The Mote in God's Eye (1974) [+]
Jun 17 2024
The Mote in God's Eye is a science fiction novel by Larry Niven and Jerry Pournelle. It's set about a thousand years in the future after mankind has expanded into the stars, built a star-spanning empire, had that empire torn down into a long night, and is now being consolidated by a second human empire.
In the middle of this consolidation where the second empire is pitted against the outward systems there is a ship with aliens though due to mishap all the aliens are found dead. Still, this is the first alien contact in human history and they know where the aliens came from.
Two ships are sent to establish first contact. The Battlecruiser MacArthur is commanded by Captain Roderick Blaine and has a team of civilian scientists and experts on board. The Battleship Lenin is there to be a silent witness, isolated to avoid any contamination, and prepared to destroy MacArthur to keep its tech secret from the aliens.
The aliens are Moties. Very class based in that different Motie classes are physically quite different and some interbreeding is possible. The Moties seem quite peaceful and agreeable and although a lower tech level have an amazing grasp of learning things and building/modifying tech on the fly at a speed that is impossible for humans. And they have a huge secret that if revealed would make humans see them as a mortal danger to humanity...
The storytelling is excellent. The first part introduces our main human characters. The Moties are alien and mysterious and you rarely get to read their thoughts and inner workings -- it's a story mostly from the human POV.
I liked this story as it is "shiny space ships with a big mystery". As the story gets to the climax the questions is whether or not human and motie can live peacefully together or if it will be war (and really with humanity having a temporary tech advantage the question is more to commit genocide or not).
Overall a gripping classic science fiction story. There was eventually a sequel, The Gripping Hand (1993), though it did not review well so I'll probably skip it. Even though The Mote in God's Eye is set in the CoDominium universe with other novels, it is very standalone and I had no trouble reading it without reading other novels.
In the middle of this consolidation where the second empire is pitted against the outward systems there is a ship with aliens though due to mishap all the aliens are found dead. Still, this is the first alien contact in human history and they know where the aliens came from.

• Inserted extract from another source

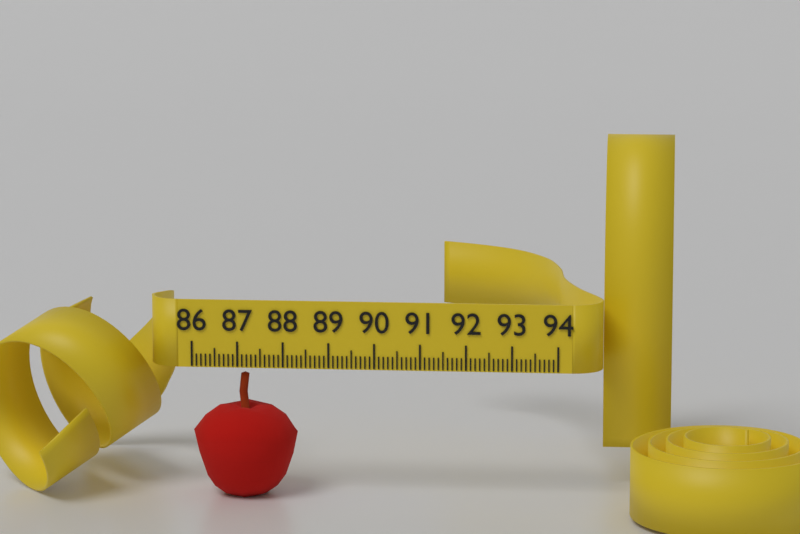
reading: 88.3 (no unit)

Two ships are sent to establish first contact. The Battlecruiser MacArthur is commanded by Captain Roderick Blaine and has a team of civilian scientists and experts on board. The Battleship Lenin is there to be a silent witness, isolated to avoid any contamination, and prepared to destroy MacArthur to keep its tech secret from the aliens.

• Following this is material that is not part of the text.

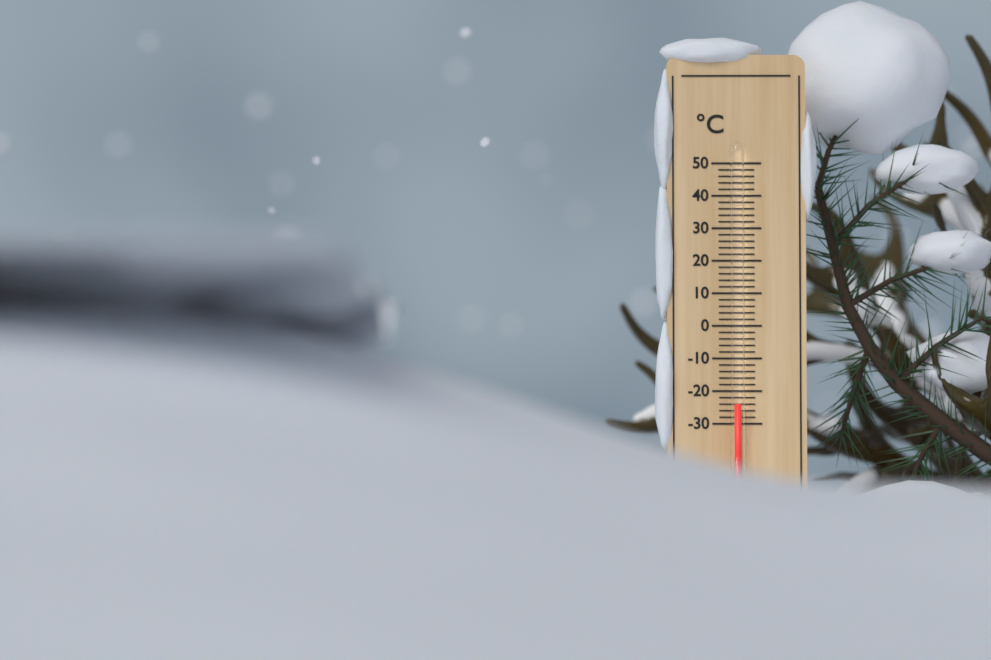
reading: -24 °C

The aliens are Moties. Very class based in that different Motie classes are physically quite different and some interbreeding is possible. The Moties seem quite peaceful and agreeable and although a lower tech level have an amazing grasp of learning things and building/modifying tech on the fly at a speed that is impossible for humans. And they have a huge secret that if revealed would make humans see them as a mortal danger to humanity...
The storytelling is excellent. The first part introduces our main human characters. The Moties are alien and mysterious and you rarely get to read their thoughts and inner workings -- it's a story mostly from the human POV.
I liked this story as it is "shiny space ships with a big mystery". As the story gets to the climax the questions is whether or not human and motie can live peacefully together or if it will be war (and really with humanity having a temporary tech advantage the question is more to commit genocide or not).
Overall a gripping classic science fiction story. There was eventually a sequel, The Gripping Hand (1993), though it did not review well so I'll probably skip it. Even though The Mote in God's Eye is set in the CoDominium universe with other novels, it is very standalone and I had no trouble reading it without reading other novels.